Cladistic language concepts

Roger Wright Roger.Wright at liverpool.ac.uk
Mon Oct 12 13:07:58 UTC 1998


----------------------------Original message----------------------------
 
 
On Fri, 9 Oct 1998, Isidore Dyen wrote:
 
>----------------------------Original message----------------------------
>I will take up only one point, the one regarding social resistance to
>change based on the desire to maintain identity. The facts seem to
>indicate that such resistance is usually coupled with some other basis of
>resistance such as a political, religious, or economic motivation. The
>complication is that such resistance tends to disappear with the
>disappearance of the motivation.
 
 
Sometimes it seems, to us looking back, like unnecessary resistance, at
other times it seems like unnecessary innovation. But at the period
concerned, it usually takes the form of a motivated choice between
existing variants. Malkiel, for example, pointed to several cases in
which sixteenth-century Portuguese had two variants available (in
morphology or phonetics, but it also applies to vocabulary), both
indigenous, and they - perhaps consciously - chose the one that was
least like Spanish, asserting their identity that way. Well, sometimes
they chose the least evolved variant (thereby appearing to be resistant
to change) and sometimes thereby they chose the most evolved (thereby
appearing to be changing more than expected) but in neither case was the
choice of variant based on relative archaism. But it doesn't look as
if they chose forms, archaic or innovative, that didn't actually
exist at all at the time; it was a choice between already existing
variants. This train of thought and motivated choice of variants is
still happening within the non-Castilian regions of Spain, particularly
in vocabulary; where Catalan, or Galician, has two words that are for
practical purposes synonymous, one of which is like the Castilian word
for the same meaning and the other of which is not, the dictionaries and
the standardizers of Catalan and of Galician have tended to prefer the
one that isn't like Castilian. (In order to annoy the Castilians, but of
course in practice it just annoys many Catalans and Galicians, since the
Castilians couldn't care less). This is known as "diferencialismo".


[Work instructions]
Although the records contain pictures, repeat only the text of every line exactly.

[Material provided]
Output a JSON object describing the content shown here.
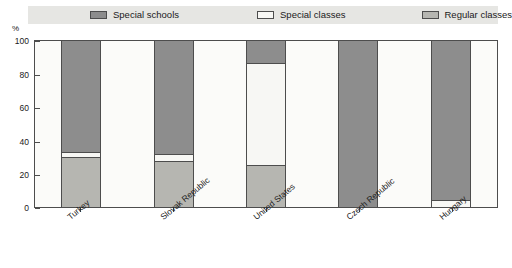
{
  "legend": {
    "items": [
      {
        "label": "Special schools",
        "color": "#8d8d8d"
      },
      {
        "label": "Special classes",
        "color": "#f7f7f4"
      },
      {
        "label": "Regular classes",
        "color": "#b6b6b1"
      }
    ]
  },
  "axis": {
    "y_unit": "%",
    "y_ticks": [
      "100",
      "80",
      "60",
      "40",
      "20",
      "0"
    ]
  },
  "chart_data": {
    "type": "bar",
    "title": "",
    "subtitle": "",
    "xlabel": "",
    "ylabel": "%",
    "ylim": [
      0,
      100
    ],
    "grid": false,
    "stacked": true,
    "stack_total": 100,
    "legend_position": "top",
    "categories": [
      "Turkey",
      "Slovak Republic",
      "United States",
      "Czech Republic",
      "Hungary"
    ],
    "series": [
      {
        "name": "Special schools",
        "color": "#8d8d8d",
        "values": [
          67,
          68,
          13,
          100,
          96
        ]
      },
      {
        "name": "Special classes",
        "color": "#f7f7f4",
        "values": [
          3,
          4,
          62,
          0,
          4
        ]
      },
      {
        "name": "Regular classes",
        "color": "#b6b6b1",
        "values": [
          30,
          28,
          25,
          0,
          0
        ]
      }
    ]
  }
}
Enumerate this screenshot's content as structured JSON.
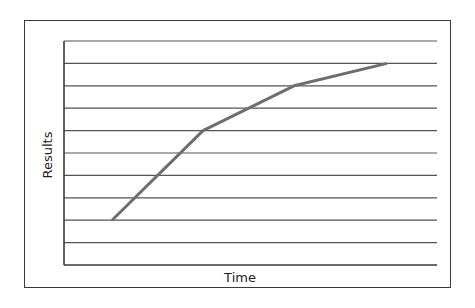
{
  "chart_data": {
    "type": "line",
    "title": "",
    "xlabel": "Time",
    "ylabel": "Results",
    "x": [
      1,
      2,
      3,
      4
    ],
    "series": [
      {
        "name": "Results",
        "values": [
          2,
          6,
          8,
          9
        ],
        "color": "#6e6e6e"
      }
    ],
    "ylim": [
      0,
      10
    ],
    "xlim": [
      0,
      8
    ],
    "grid": {
      "horizontal": true,
      "vertical": false,
      "lines": 10
    },
    "tick_labels": {
      "x": [],
      "y": []
    },
    "legend": null
  },
  "colors": {
    "frame": "#3a3a3a",
    "axis": "#3a3a3a",
    "grid": "#555555",
    "line": "#6e6e6e"
  }
}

[Written solution]
Output a JSON object describing the content shown here.
{
  "legend": {
    "items": [
      {
        "label": "Special schools",
        "color": "#8d8d8d"
      },
      {
        "label": "Special classes",
        "color": "#f7f7f4"
      },
      {
        "label": "Regular classes",
        "color": "#b6b6b1"
      }
    ]
  },
  "axis": {
    "y_unit": "%",
    "y_ticks": [
      "100",
      "80",
      "60",
      "40",
      "20",
      "0"
    ]
  },
  "chart_data": {
    "type": "bar",
    "title": "",
    "subtitle": "",
    "xlabel": "",
    "ylabel": "%",
    "ylim": [
      0,
      100
    ],
    "grid": false,
    "stacked": true,
    "stack_total": 100,
    "legend_position": "top",
    "categories": [
      "Turkey",
      "Slovak Republic",
      "United States",
      "Czech Republic",
      "Hungary"
    ],
    "series": [
      {
        "name": "Special schools",
        "color": "#8d8d8d",
        "values": [
          67,
          68,
          13,
          100,
          96
        ]
      },
      {
        "name": "Special classes",
        "color": "#f7f7f4",
        "values": [
          3,
          4,
          62,
          0,
          4
        ]
      },
      {
        "name": "Regular classes",
        "color": "#b6b6b1",
        "values": [
          30,
          28,
          25,
          0,
          0
        ]
      }
    ]
  }
}
Enumerate this screenshot's content as structured JSON.
{
  "chart_data": {
    "type": "line",
    "title": "",
    "xlabel": "Time",
    "ylabel": "Results",
    "x": [
      1,
      2,
      3,
      4
    ],
    "series": [
      {
        "name": "Results",
        "values": [
          2,
          6,
          8,
          9
        ],
        "color": "#6e6e6e"
      }
    ],
    "ylim": [
      0,
      10
    ],
    "xlim": [
      0,
      8
    ],
    "grid": {
      "horizontal": true,
      "vertical": false,
      "lines": 10
    },
    "tick_labels": {
      "x": [],
      "y": []
    },
    "legend": null
  },
  "colors": {
    "frame": "#3a3a3a",
    "axis": "#3a3a3a",
    "grid": "#555555",
    "line": "#6e6e6e"
  }
}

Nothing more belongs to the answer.